Research

The Des Marais Lab is working on several research projects

Life History Variation and Biomass Allocation

Plants integrate a spectacular amount of environmental data on time scales bridging minutes (e.g. passing clouds can alter available light) to seasons (temperature and water availability) to decades (climate trends, including anthropogenic change). A plant’s life history – its lifespan and when and how often it reproduces — dictates the extent to which it must respond to cues at these different temporal scales. Life history variation represents compromises between biomass allocation, survivorship risks, and subsequent fitness benefits (Lundgren and Des Marais 2020).
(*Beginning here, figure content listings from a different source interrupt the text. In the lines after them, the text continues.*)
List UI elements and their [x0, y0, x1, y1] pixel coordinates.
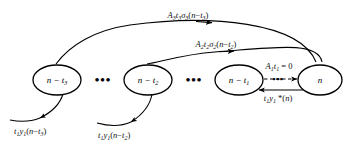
edge-nt3-output: [10, 94, 63, 121]
diagram-canvas: n − t3 n − t2 n − t1 n ••• ••• ••• A3t3σ…: [0, 0, 352, 150]
edge-arc-n-to-nt2: [147, 47, 322, 64]
node-n-minus-t2[interactable]: n − t2: [124, 65, 172, 95]
diagram-svg: n − t3 n − t2 n − t1 n ••• ••• ••• A3t3σ…: [0, 0, 352, 150]
node-label-n: n: [318, 75, 323, 85]
node-label-n-minus-t3: n − t3: [47, 75, 68, 86]
arc-top-label: A3t3σ3(n−t3): [167, 10, 209, 21]
node-n-minus-t1[interactable]: n − t1: [215, 65, 263, 95]
node-label-n-minus-t2: n − t2: [138, 75, 159, 86]
arc-mid-label: A2t2σ2(n−t2): [195, 39, 237, 50]
ellipsis-dashed-edge: •••: [273, 74, 284, 84]
return-edge-label: t1y1 *(n): [264, 93, 293, 104]
node-n-minus-t3[interactable]: n − t3: [33, 65, 81, 95]
output-label-t3: t1y1(n−t3): [14, 126, 46, 137]
ellipsis-middle: •••: [186, 72, 203, 87]
edge-arc-n-to-nt3: [56, 20, 316, 64]
node-label-n-minus-t1: n − t1: [229, 75, 250, 86]
dashed-edge-label: A1t1 = 0: [265, 61, 293, 72]
node-n[interactable]: n: [298, 65, 342, 95]
ellipsis-left: •••: [95, 72, 112, 87]
output-label-t2: t1y1(n−t2): [98, 130, 130, 141]
edge-nt2-output: [97, 94, 152, 126]
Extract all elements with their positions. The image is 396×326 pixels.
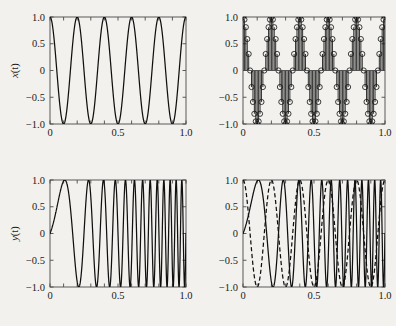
x-tick-label: 1.0 <box>378 127 391 138</box>
x-tick-label: 0.5 <box>307 127 320 138</box>
y-tick-label: 0 <box>233 65 238 76</box>
y-tick-label: −1.0 <box>219 282 238 293</box>
signal-curve <box>243 180 385 287</box>
y-tick-label: −1.0 <box>219 119 238 130</box>
y-tick-label: 0.5 <box>32 201 45 212</box>
y-tick-label: 0.5 <box>225 38 238 49</box>
y-tick-label: −0.5 <box>26 92 45 103</box>
x-tick-label: 1.0 <box>179 290 192 301</box>
y-tick-label: 1.0 <box>32 175 45 186</box>
x-tick-label: 0 <box>47 290 52 301</box>
plot-canvas-top-left: 00.51.01.00.50−0.5−1.0x(t) <box>0 0 198 163</box>
plot-panel-bottom-left: 00.51.01.00.50−0.5−1.0y(t) <box>0 163 198 326</box>
y-axis-label: y(t) <box>9 226 21 242</box>
x-tick-label: 0.5 <box>307 290 320 301</box>
x-tick-label: 0.5 <box>111 290 124 301</box>
x-tick-label: 0 <box>240 290 245 301</box>
x-tick-label: 1.0 <box>378 290 391 301</box>
y-tick-label: 1.0 <box>32 12 45 23</box>
signal-plot-figure: 00.51.01.00.50−0.5−1.0x(t) 00.51.01.00.5… <box>0 0 396 326</box>
signal-curve <box>50 17 186 124</box>
y-tick-label: 0.5 <box>225 201 238 212</box>
plot-panel-bottom-right: 00.51.01.00.50−0.5−1.0 <box>198 163 396 326</box>
y-tick-label: 0 <box>40 65 45 76</box>
plot-panel-top-left: 00.51.01.00.50−0.5−1.0x(t) <box>0 0 198 163</box>
y-tick-label: −0.5 <box>219 255 238 266</box>
x-tick-label: 0 <box>47 127 52 138</box>
y-tick-label: 0.5 <box>32 38 45 49</box>
y-tick-label: 1.0 <box>225 12 238 23</box>
x-tick-label: 1.0 <box>179 127 192 138</box>
x-tick-label: 0.5 <box>111 127 124 138</box>
y-tick-label: 0 <box>40 228 45 239</box>
y-axis-label: x(t) <box>9 63 21 79</box>
x-tick-label: 0 <box>240 127 245 138</box>
signal-curve <box>50 180 186 287</box>
y-tick-label: −1.0 <box>26 119 45 130</box>
y-tick-label: −0.5 <box>26 255 45 266</box>
plot-canvas-bottom-left: 00.51.01.00.50−0.5−1.0y(t) <box>0 163 198 326</box>
plot-canvas-top-right: 00.51.01.00.50−0.5−1.0 <box>198 0 396 163</box>
y-tick-label: 1.0 <box>225 175 238 186</box>
y-tick-label: 0 <box>233 228 238 239</box>
y-tick-label: −0.5 <box>219 92 238 103</box>
plot-canvas-bottom-right: 00.51.01.00.50−0.5−1.0 <box>198 163 396 326</box>
y-tick-label: −1.0 <box>26 282 45 293</box>
plot-panel-top-right: 00.51.01.00.50−0.5−1.0 <box>198 0 396 163</box>
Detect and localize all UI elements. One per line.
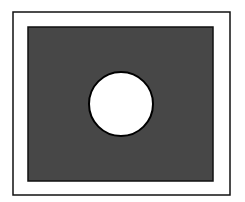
center-circle bbox=[89, 72, 153, 136]
diagram-canvas bbox=[0, 0, 245, 202]
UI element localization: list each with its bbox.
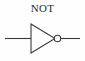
- inversion-bubble-icon: [54, 35, 60, 41]
- not-gate-diagram: NOT: [0, 0, 85, 61]
- not-gate-symbol: [0, 0, 85, 61]
- inverter-triangle-icon: [31, 24, 55, 53]
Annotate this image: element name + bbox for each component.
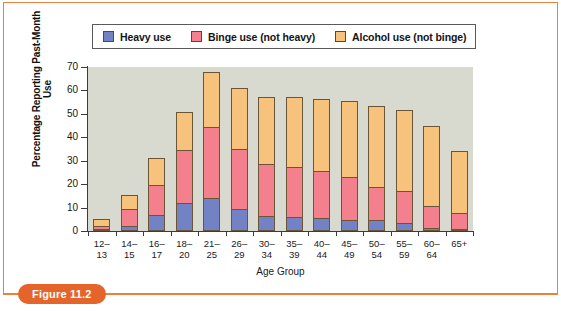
x-tick-mark: [88, 232, 89, 236]
bar-stack[interactable]: [451, 151, 468, 231]
bar-segment-alcohol-use-not-binge[interactable]: [286, 97, 303, 168]
bar-stack[interactable]: [121, 195, 138, 231]
x-tick-mark: [171, 232, 172, 236]
y-tick-label: 20: [58, 178, 78, 189]
bar-segment-alcohol-use-not-binge[interactable]: [258, 97, 275, 164]
x-tick-mark: [253, 232, 254, 236]
bar-segment-alcohol-use-not-binge[interactable]: [203, 72, 220, 127]
bar-segment-binge-use-not-heavy[interactable]: [286, 167, 303, 217]
y-tick-label: 50: [58, 108, 78, 119]
legend-swatch-heavy-use: [103, 31, 114, 42]
bar-stack[interactable]: [368, 106, 385, 231]
y-tick-label: 0: [58, 225, 78, 236]
y-tick-mark: [81, 208, 87, 209]
legend-item-heavy-use: Heavy use: [103, 31, 171, 43]
figure-container: Heavy use Binge use (not heavy) Alcohol …: [0, 0, 561, 311]
y-tick-label: 40: [58, 131, 78, 142]
bar-segment-binge-use-not-heavy[interactable]: [451, 213, 468, 228]
y-tick-mark: [81, 137, 87, 138]
bar-segment-binge-use-not-heavy[interactable]: [423, 206, 440, 229]
bar-segment-alcohol-use-not-binge[interactable]: [313, 99, 330, 171]
y-tick-mark: [81, 161, 87, 162]
legend-swatch-binge-use: [191, 31, 202, 42]
y-tick-label: 10: [58, 202, 78, 213]
bar-segment-alcohol-use-not-binge[interactable]: [93, 219, 110, 226]
bar-stack[interactable]: [313, 99, 330, 231]
x-tick-mark: [116, 232, 117, 236]
y-tick-mark: [81, 231, 87, 232]
bar-segment-heavy-use[interactable]: [148, 215, 165, 231]
bar-segment-heavy-use[interactable]: [423, 228, 440, 231]
bar-segment-heavy-use[interactable]: [286, 217, 303, 231]
bar-segment-binge-use-not-heavy[interactable]: [203, 127, 220, 198]
bar-segment-alcohol-use-not-binge[interactable]: [231, 88, 248, 149]
bar-segment-heavy-use[interactable]: [396, 223, 413, 231]
bar-segment-alcohol-use-not-binge[interactable]: [423, 126, 440, 206]
bar-series-layer: [88, 67, 473, 231]
bar-segment-alcohol-use-not-binge[interactable]: [368, 106, 385, 187]
bar-segment-binge-use-not-heavy[interactable]: [368, 187, 385, 220]
bar-segment-heavy-use[interactable]: [93, 229, 110, 231]
bar-segment-heavy-use[interactable]: [368, 220, 385, 231]
legend-swatch-alcohol-use: [335, 31, 346, 42]
bar-stack[interactable]: [286, 97, 303, 231]
bar-segment-binge-use-not-heavy[interactable]: [121, 209, 138, 226]
x-tick-mark: [143, 232, 144, 236]
bar-segment-binge-use-not-heavy[interactable]: [313, 171, 330, 218]
y-tick-mark: [81, 114, 87, 115]
bar-stack[interactable]: [231, 88, 248, 231]
bar-segment-heavy-use[interactable]: [176, 203, 193, 231]
bar-segment-binge-use-not-heavy[interactable]: [396, 191, 413, 223]
legend-item-binge-use: Binge use (not heavy): [191, 31, 315, 43]
bar-stack[interactable]: [148, 158, 165, 231]
bar-segment-binge-use-not-heavy[interactable]: [231, 149, 248, 210]
bar-segment-heavy-use[interactable]: [258, 216, 275, 231]
bar-segment-binge-use-not-heavy[interactable]: [258, 164, 275, 216]
y-tick-label: 30: [58, 155, 78, 166]
y-tick-label: 70: [58, 61, 78, 72]
bar-stack[interactable]: [176, 112, 193, 231]
x-axis-title: Age Group: [88, 266, 473, 277]
bar-segment-alcohol-use-not-binge[interactable]: [176, 112, 193, 150]
legend-label-heavy-use: Heavy use: [120, 31, 171, 43]
bar-segment-alcohol-use-not-binge[interactable]: [148, 158, 165, 185]
bar-segment-heavy-use[interactable]: [341, 220, 358, 231]
bar-segment-heavy-use[interactable]: [451, 229, 468, 231]
bar-segment-binge-use-not-heavy[interactable]: [148, 185, 165, 215]
legend-label-binge-use: Binge use (not heavy): [208, 31, 315, 43]
x-tick-label: 65+: [442, 238, 476, 249]
y-axis-title: Percentage Reporting Past-Month Use: [31, 9, 53, 169]
bar-segment-heavy-use[interactable]: [231, 209, 248, 231]
bar-stack[interactable]: [93, 219, 110, 231]
x-tick-mark: [281, 232, 282, 236]
bar-segment-binge-use-not-heavy[interactable]: [176, 150, 193, 203]
x-tick-mark: [198, 232, 199, 236]
y-tick-label: 60: [58, 84, 78, 95]
y-tick-mark: [81, 90, 87, 91]
bar-segment-alcohol-use-not-binge[interactable]: [121, 195, 138, 210]
bar-stack[interactable]: [341, 101, 358, 231]
legend-item-alcohol-use: Alcohol use (not binge): [335, 31, 466, 43]
bar-segment-alcohol-use-not-binge[interactable]: [451, 151, 468, 213]
x-tick-mark: [336, 232, 337, 236]
x-tick-mark: [363, 232, 364, 236]
x-tick-mark: [473, 232, 474, 236]
legend-label-alcohol-use: Alcohol use (not binge): [352, 31, 466, 43]
bar-segment-alcohol-use-not-binge[interactable]: [341, 101, 358, 177]
bar-segment-heavy-use[interactable]: [203, 198, 220, 231]
chart-legend: Heavy use Binge use (not heavy) Alcohol …: [92, 24, 476, 49]
figure-number-badge: Figure 11.2: [18, 284, 106, 304]
bar-segment-heavy-use[interactable]: [313, 218, 330, 231]
bar-segment-alcohol-use-not-binge[interactable]: [396, 110, 413, 191]
bar-stack[interactable]: [423, 126, 440, 231]
bar-stack[interactable]: [258, 97, 275, 231]
x-tick-mark: [308, 232, 309, 236]
bar-stack[interactable]: [203, 72, 220, 231]
bar-segment-binge-use-not-heavy[interactable]: [341, 177, 358, 220]
x-tick-mark: [418, 232, 419, 236]
x-tick-mark: [226, 232, 227, 236]
bar-segment-heavy-use[interactable]: [121, 226, 138, 231]
bar-stack[interactable]: [396, 110, 413, 231]
y-tick-mark: [81, 184, 87, 185]
x-tick-mark: [391, 232, 392, 236]
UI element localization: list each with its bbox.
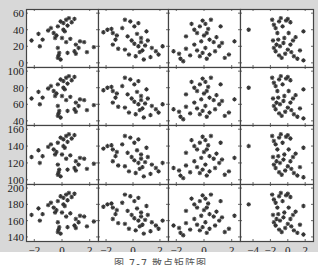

The Des Marais Lab has developed the grass genus Brachypodium as a model system for studying the impact of temporal environmental heterogeneity on the evolution of life history strategies (Des Marais & Juenger 2016). These issues are not merely academic – relative allocation of resources to biomass and reproduction are central to agricultural output. We are working with the US DOE Joint Genome Institute to develop genomic resources to study the physiological and developmental control of annual vs perennial life history strategies in Brachypodium. Current projects include understanding genetic correlations among developmental and ecophysioligcal traits in perennial and annual species, identifying the molecular and environmental control of seasonal changes in growth and resource allocation, and determining the environmental context of perennial and annual species using niche modeling. Our work on life history evolution is supported, in part, by the MIT Jameel Water and Food Systems Lab.

Our collaborators on this project are Daniel Woods, Jill Preston, Pilar Catalan, Bruno Contreras-Moreira, John Vogel, Alistair Rogers, and Pat Edger.


Mechanisms of Genotype by Environment Interaction

Understanding how and why individuals and species respond differently to environmental cues is paramount for predicting how natural and agricultural systems will be impacted by climate change. When variation in response can be attributed to genetic differences among individuals within a species, it is called genotype by environment interaction, or GxE. We have shown that GxE is pervasive in plant-environment interactions and is caused by several different genetic architectures (Des Marais et al. AREES 2013). The Des Marais Lab integrates detailed ecophysiological measurements with genomic data to draw functional connections between the molecular and whole-plant scale (e.g. Des Marais et al 2012 Plant Cell, 2014 PNAS).

Work on GxE in the Lab is generously supported by the National Science Foundation; please reach out if you are interested in opportunities to join this project as a PhD student.


The Evolution of Environmentally-responsive Gene Regulatory Networks

Response to environmental cues is a genome-wide phenomenon; much of this response is coordinated at the level of gene transcription. We are interested in characterizing both the trans-acting (Des Marais et al. 2015 MBE) and cis-acting (Lasky et al. 2014 MBE) variants which drive natural variation in transcriptional responses. With collaborators, the Des Maras Lab is using tools from network theory to understand how topological features of gene regulatory networks shape the evolution of environmental response (Des Marais et al. 2017. Proc Roy Sci). Current areas of inquiry include developing methods to detect GxE in the topology of regulatory network, and using patterns of network GxE to improve strategies for plant improvement.

Collaborators on this project include Caroline Uhler and Sam Scarpino. Our work on gene regulatory evolution is generously supported by the National Science Foundation; please reach out if you are interested in opportunities to join this project as a PhD student.

The Genetic Basis of Plant Ecophysiology

Climate change is dramatically altering the way that plants acquire and allocate resources, including carbon, water, and soil-derived nutrients. Building on our long-standing interest in water use efficiency (Des Marais et al. 2012, 2016, 2017) we have recently expanded our research towards understanding how plants co-optimize plant carbon and nitrogen status under variable environments. We are specifically addressing the molecular control of nutrient uptake under key dimensions of climate change: elevated atmospheric CO2 and temperature. Our motivation for this work arises from the need to reduce inputs of industrial fertilizer to agricultural lands while simultaneously ensuring a resilient food stream in the face of a rapidly changing earth system.

Our work on plant ecophysiology is generously supported by the MIT Climate Grand Challenge Initiative and by the Robert and Ardis James Foundation. Collaborators on this project include Chris Voigt, Benedetto Marelli, Kris Prather, Mary Gehring, Tavneet Suri, and Antoine Allanore.

Comparative genomics

Modern genomic technologies facilitate new perspectives on classic questions in molecular biology and evolution. Current projects in this area include the role of gene copy number variation in local adaptation to climate, gene family evolution and the fate of gene duplicates, and changes in genome architecture following hybridization. Our model for these studies is again Brachypodium and, more generally, species in the Pooideae subfamily of grasses.